The importance of this case lies in its examination of expert testimony. In this instance, the tenant sought to have her doctor testify that her chronic fatigue syndrome and other health conditions were directly related to the toxic mold in her office. The landlords claimed it would be erroneous for the court to classify the doctor as an expert and asked that the lawsuit be excused. The court agreed with the landlords and, on appeal, so did the Court of Appeal for the Fourth Circuit.

Expert testimony is governed by the Daubert rule. According to this rule, in order for expert testimony to be heard it must be deemed to be relevant and reliable. The Supreme Court in Daubert provided that relevancy and reliability are determined by a set of factors: (1) testability of the scientific theory; (2) whether the theory has been subject to peer review; (3) knowledge of the theory’s rate of error; and (4) whether the theory has gained general acceptance within the scientific community. These factors are non-exclusive, but provide a solid framework for courts when determining whether to allow an “expert’s” testimony.

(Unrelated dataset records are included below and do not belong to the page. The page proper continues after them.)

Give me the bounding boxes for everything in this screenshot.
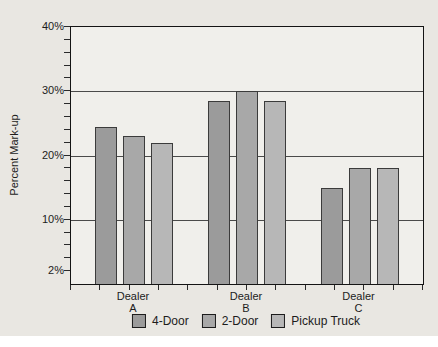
chart-panel: Percent Mark-up 4-Door2-DoorPickup Truck… bbox=[0, 0, 438, 336]
category-label-line1: Dealer bbox=[214, 290, 278, 302]
y-axis-minor-tick bbox=[64, 26, 70, 27]
x-category-label: DealerB bbox=[214, 290, 278, 314]
y-axis-minor-tick bbox=[64, 232, 70, 233]
y-axis-minor-tick bbox=[64, 193, 70, 194]
legend-label: 4-Door bbox=[152, 314, 189, 328]
category-label-line2: C bbox=[327, 302, 391, 314]
bar-2-door-dealer-a bbox=[123, 136, 145, 284]
bar-4-door-dealer-c bbox=[321, 188, 343, 284]
bar-2-door-dealer-c bbox=[349, 168, 371, 284]
bar-4-door-dealer-a bbox=[95, 127, 117, 284]
legend: 4-Door2-DoorPickup Truck bbox=[132, 314, 360, 328]
y-axis-tick-label: 2% bbox=[26, 264, 64, 277]
y-axis-minor-tick bbox=[64, 244, 70, 245]
legend-item-pickup-truck: Pickup Truck bbox=[271, 314, 360, 328]
category-label-line1: Dealer bbox=[327, 290, 391, 302]
y-axis-minor-tick bbox=[64, 65, 70, 66]
legend-swatch bbox=[202, 314, 216, 328]
y-axis-tick-label: 30% bbox=[26, 84, 64, 97]
x-axis-tick bbox=[393, 285, 394, 290]
y-axis-minor-tick bbox=[64, 77, 70, 78]
legend-swatch bbox=[132, 314, 146, 328]
category-label-line2: A bbox=[101, 302, 165, 314]
bar-pickup-truck-dealer-a bbox=[151, 143, 173, 284]
x-axis-tick bbox=[187, 285, 188, 290]
y-axis-minor-tick bbox=[64, 39, 70, 40]
legend-item-2-door: 2-Door bbox=[202, 314, 259, 328]
legend-item-4-door: 4-Door bbox=[132, 314, 189, 328]
y-axis-minor-tick bbox=[64, 129, 70, 130]
bar-pickup-truck-dealer-c bbox=[377, 168, 399, 284]
y-axis-minor-tick bbox=[64, 52, 70, 53]
bar-pickup-truck-dealer-b bbox=[264, 101, 286, 284]
y-axis-minor-tick bbox=[64, 270, 70, 271]
y-axis-tick-label: 40% bbox=[26, 20, 64, 33]
legend-swatch bbox=[271, 314, 285, 328]
bar-2-door-dealer-b bbox=[236, 91, 258, 284]
bar-4-door-dealer-b bbox=[208, 101, 230, 284]
y-axis-minor-tick bbox=[64, 90, 70, 91]
x-category-label: DealerC bbox=[327, 290, 391, 314]
x-axis-tick bbox=[422, 285, 423, 290]
legend-label: Pickup Truck bbox=[291, 314, 360, 328]
x-category-label: DealerA bbox=[101, 290, 165, 314]
category-label-line1: Dealer bbox=[101, 290, 165, 302]
y-axis-minor-tick bbox=[64, 116, 70, 117]
y-axis-minor-tick bbox=[64, 155, 70, 156]
category-label-line2: B bbox=[214, 302, 278, 314]
legend-label: 2-Door bbox=[222, 314, 259, 328]
x-axis-tick bbox=[305, 285, 306, 290]
y-axis-minor-tick bbox=[64, 142, 70, 143]
y-axis-minor-tick bbox=[64, 167, 70, 168]
x-axis-tick bbox=[70, 285, 71, 290]
y-axis-minor-tick bbox=[64, 257, 70, 258]
y-axis-minor-tick bbox=[64, 103, 70, 104]
plot-area bbox=[70, 26, 424, 285]
y-axis-minor-tick bbox=[64, 180, 70, 181]
y-axis-minor-tick bbox=[64, 206, 70, 207]
y-axis-minor-tick bbox=[64, 219, 70, 220]
y-axis-tick-label: 20% bbox=[26, 149, 64, 162]
y-axis-tick-label: 10% bbox=[26, 213, 64, 226]
y-axis-title: Percent Mark-up bbox=[8, 105, 20, 205]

Doyle, a resident of Eunice, Louisiana, lost his appeal of the summary judgment verdict denying him damages resulting from injuries he received in an automobile-train accident. On March 5, 2009, Doyle finished up an evening of cards with friends and a half pint of whiskey before getting in his car to drive home. While he was crossing the train tracks, a train owned by Union Pacific Railroad Co. collided with his car. When Doyle’s blood alcohol level (BAC) was tested at the hospital, it measured .108% – the legal limit in Louisiana is .08%. A toxicologist testifying for the defense argues that his BAC at the time of the accident would have been well above a level associated with mental and physical impairment. This impairment significantly increased his risk of ending up in a car accident.

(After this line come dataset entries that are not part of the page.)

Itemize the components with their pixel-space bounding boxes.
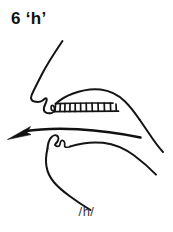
airflow-arrow-head	[8, 127, 32, 140]
pharyngeal-wall-path	[140, 120, 164, 153]
sagittal-vocal-tract-diagram	[0, 0, 173, 232]
tongue-path	[70, 142, 156, 174]
figure-caption-phoneme: /h/	[0, 205, 173, 218]
airflow-arrow-line	[24, 129, 141, 138]
jaw-chin-path	[46, 149, 91, 211]
upper-teeth-divisions	[55, 103, 116, 111]
phonetics-figure: 6 ‘h’	[0, 0, 173, 232]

As a result of this intoxication, unfortunately Louisiana Statute § 9:2798.4 bars Doyle’s claim. The statute does not permit recovery to a driver if the driver was (a) legally intoxicated, (b) more than twenty-fiver percent negligent, and (c) his or her negligence was a contributing factor in the accident. Many states have similar laws on their books due to the public policy concerns of allowing an intoxicated person to recover for injuries that resulted from his own voluntary intoxication. If someone chose to drive while intoxicated, why should the other party have to pay for the drunk driver’s negligent behavior? However, in order to prevent injustice, most of these laws have a requirement that the intoxicated person’s actions be somewhat negligent and that that negligence be a relevant factor of the accident.

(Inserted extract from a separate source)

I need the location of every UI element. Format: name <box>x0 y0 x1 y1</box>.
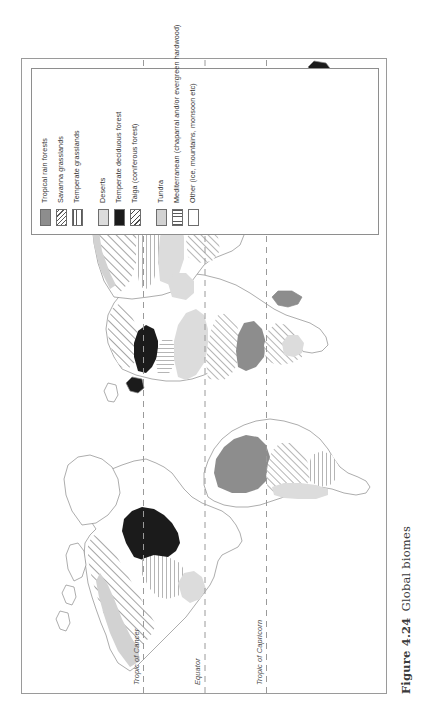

Doyle admitted that he hadn’t looked for the train when he crossed. The crossing was marked with lights and there is evidence that the lights were flashing and the train honked its horn to warn of its approach, despite Doyle’s argument to the contrary. The first responder to the scene, a police officer, testified that the lights were working when he arrived and the event recorder on the train showed the engineer began blowing the horn 25 seconds before the collision. These two signals would have alerted a reasonable person to the train’s proximity. The trial court concluded and the appellate court affirmed that no reasonable juror could come to the conclusion that Doyle was less than 25% negligent in the cause of his own accident due to his intoxicated state and his failure to look properly for an incoming train while crossing the tracks. While the train company could be considered at fault in this case, Doyle was also at fault for driving while impaired under alcohol. Since no reasonable juror could find in Doyle’s favor in this case, summary judgment was appropriate.